Nothing personal here; they are just conducting a little business.  But this very separation between the two automatically objectifies the human person.  People are not property, to be purchased for silver or the price of footwear.  God responds through the Prophet Amos:

The Lord has sworn by the pride of Jacob: never will I forget a thing they have done!
—Amos 8:7

In the Gospel, as well, the dishonest steward has been conducting business without any concern for the impact it will have on others.  He benignly cheats his own master, being mindful only of himself.  It’s strictly business, nothing personal.  But suddenly his deception is discovered and his “business” is about to come to an end.  At that point, he becomes deeply involved on a very personal level!  He works overtime to build relationships that will earn him dividends when the stewardship runs out.  

Jesus commends the man, not for his dishonesty, but for the way that he became fully committed and personally involved in every dimension of his work, so that every possibility for gain will be fulfilled.  “For the children of this world are more prudent in dealing with their own generation than are the children of light (Luke 16:8), Jesus comments.  Would that all God’s people were fully committed, personally involved and able to make prudent choices in spreading the light of the Gospel of Jesus Christ.

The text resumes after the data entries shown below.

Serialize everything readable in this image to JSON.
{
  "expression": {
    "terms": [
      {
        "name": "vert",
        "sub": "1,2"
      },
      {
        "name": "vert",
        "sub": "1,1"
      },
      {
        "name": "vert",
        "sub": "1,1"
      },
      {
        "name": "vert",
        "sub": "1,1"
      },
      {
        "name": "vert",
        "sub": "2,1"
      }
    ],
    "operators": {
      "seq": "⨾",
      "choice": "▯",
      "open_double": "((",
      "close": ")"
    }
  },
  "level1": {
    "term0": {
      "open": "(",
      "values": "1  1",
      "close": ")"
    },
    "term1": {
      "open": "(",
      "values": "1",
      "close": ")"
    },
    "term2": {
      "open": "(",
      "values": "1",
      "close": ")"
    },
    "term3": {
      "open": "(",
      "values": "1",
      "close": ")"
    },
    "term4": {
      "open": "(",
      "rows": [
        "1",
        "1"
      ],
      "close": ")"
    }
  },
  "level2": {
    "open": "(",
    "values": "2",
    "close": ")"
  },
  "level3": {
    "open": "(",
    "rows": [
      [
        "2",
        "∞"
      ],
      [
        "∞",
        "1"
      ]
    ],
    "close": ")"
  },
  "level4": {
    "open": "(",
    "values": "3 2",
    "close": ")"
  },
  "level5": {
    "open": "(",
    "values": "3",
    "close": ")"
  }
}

In the early 20th century, as Otto Berman’s life was coming to a close in Newark, a young woman named Kathryn Drexel was coming into her own in Philadelphia, Pennsylvania.  Born into one of the wealthiest banking and finance families in the United States, Kathryn and her two sisters inherited millions of dollars after the untimely death of their father and stepmother.  Of the three, Kathryn was the most business savvy.  As her sisters were being introduced into the highest circles of society and beginning families, she began to invest her money and administrative resources into schools and missions for the nation’s poor and disenfranchised.  The two main communities that she advocated for were the Native Americans and African Americans.  

In 1886, Kathryn and her sisters made a tour of Europe.  Like she had done with previous trips, young Kathryn used every opportunity to raise funds and advocate for her missions and schools.  Then in January she had the opportunity of a lifetime, a private audience with Pope Leo XIII at the Vatican.  Never lacking in courage, she knelt before the Holy Father and begged him to help her with the work she was doing back in the U.S.  Would His Holiness consider sending missionaries to spiritually feed these hungry souls?  Would he send good priests, holy sisters to work diligently in the missions.  His response was a resounding, “Yes!”  Fixing his gaze on the young millionaire, he said, “I am sending YOU!”

It is told that when Kathryn left the audience she was physically sick and completely overwhelmed.  She, a millionaire, to become a nun working each and every day in the schools and missions she had founded?  Was she now to take a vow of poverty?  Hadn’t she given enough?  Perhaps Jesus would have responded, “No.  It’s not just business, Kathryn, it’s personal.”  Whatever transpired in the depths of Kathryn’s soul, she began to discern a vocation to religious life and in 1889 renounced everything she owned, dedicating all of it to the work of the Gospel.  

Kathryn made her first vows in 1891, and not long afterward she founded the Sisters of the Blessed Sacrament, dedicated to the service of Native Americans and African Americans.  In 1915, she founded Xavier University in New Orleans, the first Catholic University in the U.S. for African Americans.   She would go on to found more than 60 schools and some 50 missions dedicated to her vision of equal dignity and equal opportunity for all.  On March 3, 1955, Mother Kathryn Drexel died at the age of 96.  She was Beatified in 1988 and was Canonized St. Kathryn Drexel on October 1, 2000 by St. John Paul II.  


How is God challenging us to become more completely involved in the work of the Gospel, to be prudent and ardent children of light in our own place in this world?  May we also conduct our Christian lives and the business of the Gospel in a more deeply personal way as we live out our own vocation in the everyday experiences of life.